In Silico drug repurposing pipeline using deep learning and structure based approaches in epilepsy.

Journal: Scientific reports
PMID:

Abstract

Due to considerable global prevalence and high recurrence rate, the pursuit of effective new medication for epilepsy treatment remains an urgent and significant challenge. Drug repurposing emerges as a cost-effective and efficient strategy to combat this disorder. This study leverages the transformer-based deep learning methods coupled with molecular binding affinity calculation to develop a novel in-silico drug repurposing pipeline for epilepsy. The number of candidate inhibitors against 24 target proteins encoded by gain-of-function genes implicated in epileptogenesis ranged from zero to several hundreds.
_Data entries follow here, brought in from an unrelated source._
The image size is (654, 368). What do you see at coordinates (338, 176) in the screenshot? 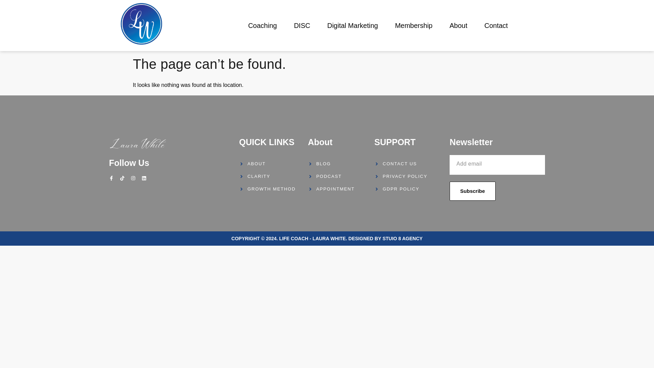
I see `PODCAST` at bounding box center [338, 176].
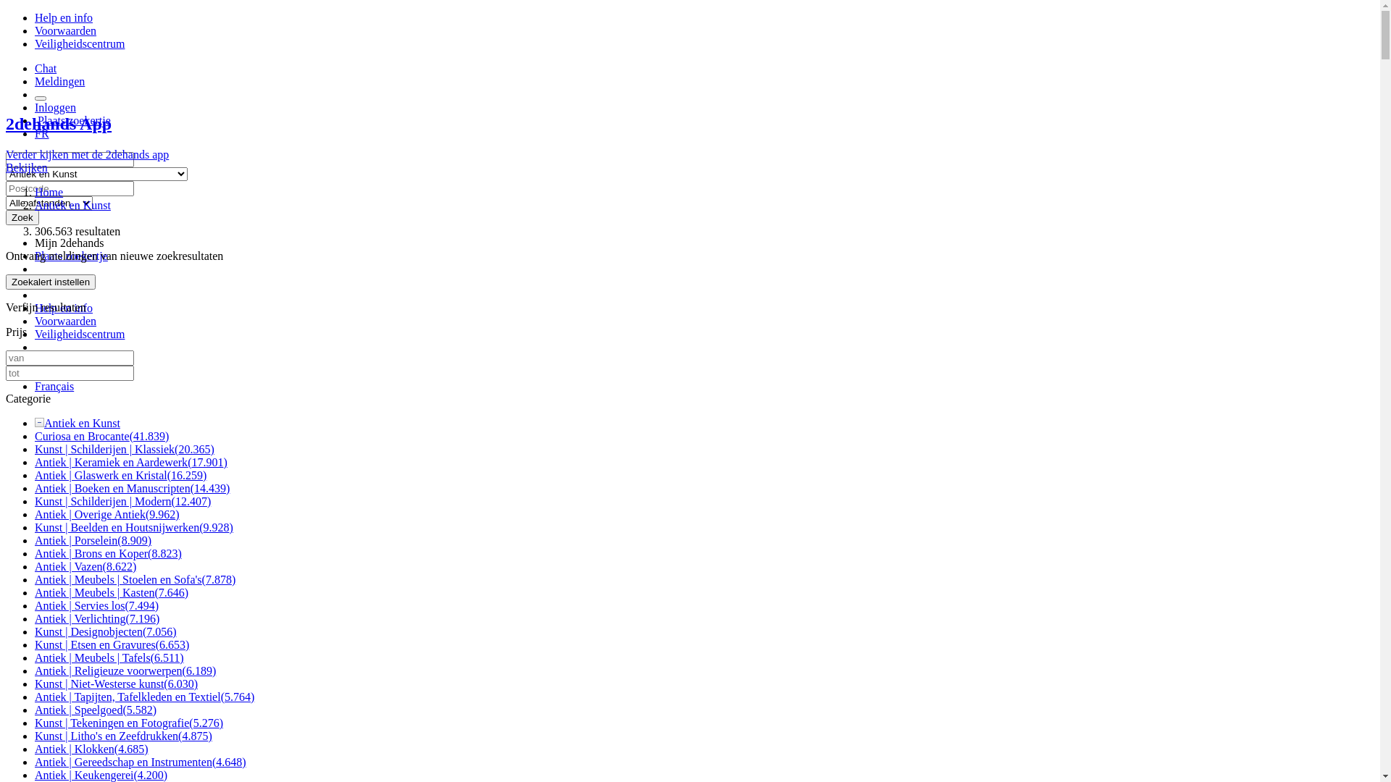 The width and height of the screenshot is (1391, 782). What do you see at coordinates (125, 671) in the screenshot?
I see `Antiek | Religieuze voorwerpen(6.189)` at bounding box center [125, 671].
Our pipeline has repurposed the medications with most anti-epileptic drugs and nearly half psychiatric medications, highlighting the effectiveness of our pipeline. Furthermore, Lomitapide, a cholesterol-lowering drug, first emerged as particularly noteworthy, exhibiting high binding affinity for 10 targets and verified by molecular dynamics simulation and mechanism analysis. These findings provided a novel perspective on therapeutic strategies for other central nervous system disease.

Authors

  • Xiaoying Lv
    Global Health Drug Discovery Institute, Beijing, China.
  • Jia Wang
    Institute of Special Animal and Plant Sciences, Chinese Academy of Agricultural Sciences, Changchun, Jilin, China.
  • Ying Yuan
    Department of Radiology, Ninth People's Hospital, School of Medicine, Shanghai Jiao Tong University, Shanghai, China. Electronic address: yuany83@163.com.
  • Lurong Pan
    Global Health Drug Discovery Institute, Beijing 100192, P. R. China.
  • Qi Liu
    National Institute of Traditional Chinese Medicine Constitution and Preventive Medicine, Beijing University of Chinese Medicine, Beijing, China.